In video, the editor is God.  S/he can make you come across as intelligent and admirable, or can make you the embodiment of the Antichrist, with a couple of well-placed cuts and dissolves.

I’d like to start a high school course based on this, “Bullsh-t Detection 101”.  I used to illustrate this effect simply and easily back in NY, when I had access to gobs of video equipment.  I’d start by interviewing you, asking about your feelings about McCain or Obama (whichever you support).  I’d quickly take that footage, pull out the answers that didn’t use a name, cut in some stock questions I pre-recorded.  Such as,"What do you think of Adolph Hitler?” Can you imagine your horror at hearing yourself say, “He’s just the greatest person - to listen to him speak, gives me a sense of comfort” about dear old Adolph?  Illustrates the risk and weakness of a jump-cut interview immediately.  This is functionally the same thing CBS did, cherry-picking interviewee answers - and it is just as misleading. 

Watching news, if you’ve been in the video biz, is never a passive activity.  One becomes sensitized to the use of such techniques.  I’d love to give high schoolers that toolset.
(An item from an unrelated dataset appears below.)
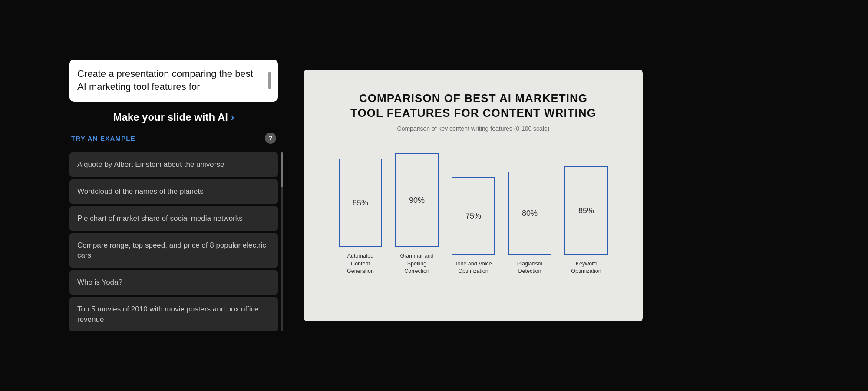 The height and width of the screenshot is (391, 868). Describe the element at coordinates (360, 264) in the screenshot. I see `bar-label: Automated ContentGeneration` at that location.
I’ll bet there wasn’t time, given McCain’s schedule, to do re-takes. I assume his interview was vetted by his staff, and they approved this change-up. The editors and producers could be complicit in rendering this little fantasy, and I’d send them off to shoot crime scenes in one of those well-worn news vans for a few weeks, if so. Flexible editing morality destroys news organizations’ credibility.  However, if this kind of revisionist editing was done because the editors and producers felt sorry for the struggling older man, I sympathize, but it was wrong given the level of job Mr McCain is shooting for.
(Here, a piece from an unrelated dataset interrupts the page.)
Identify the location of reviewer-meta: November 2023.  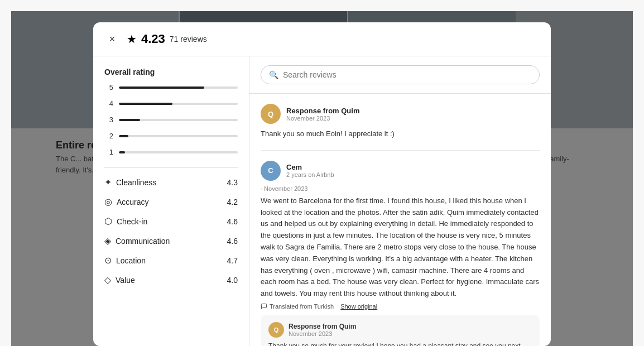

Either way, complicit or just ‘feeling sorry’, his ability to answer a question coherently is just as important as any other aspect of his candidacy.  This goes for both Mr McCain and Mr Obama.

That last sentiment worries me.  The “don’t pick on the old guy” mentality is the illness the media never recovered from during the Reagan years.  Don’t overestimate the ability of the American press to turn a deaf ear to a deaf ear.

[I’ve only read this article about the situation; if there are mitigating factors, I’ll stumble upon them and modify this tomorrow.]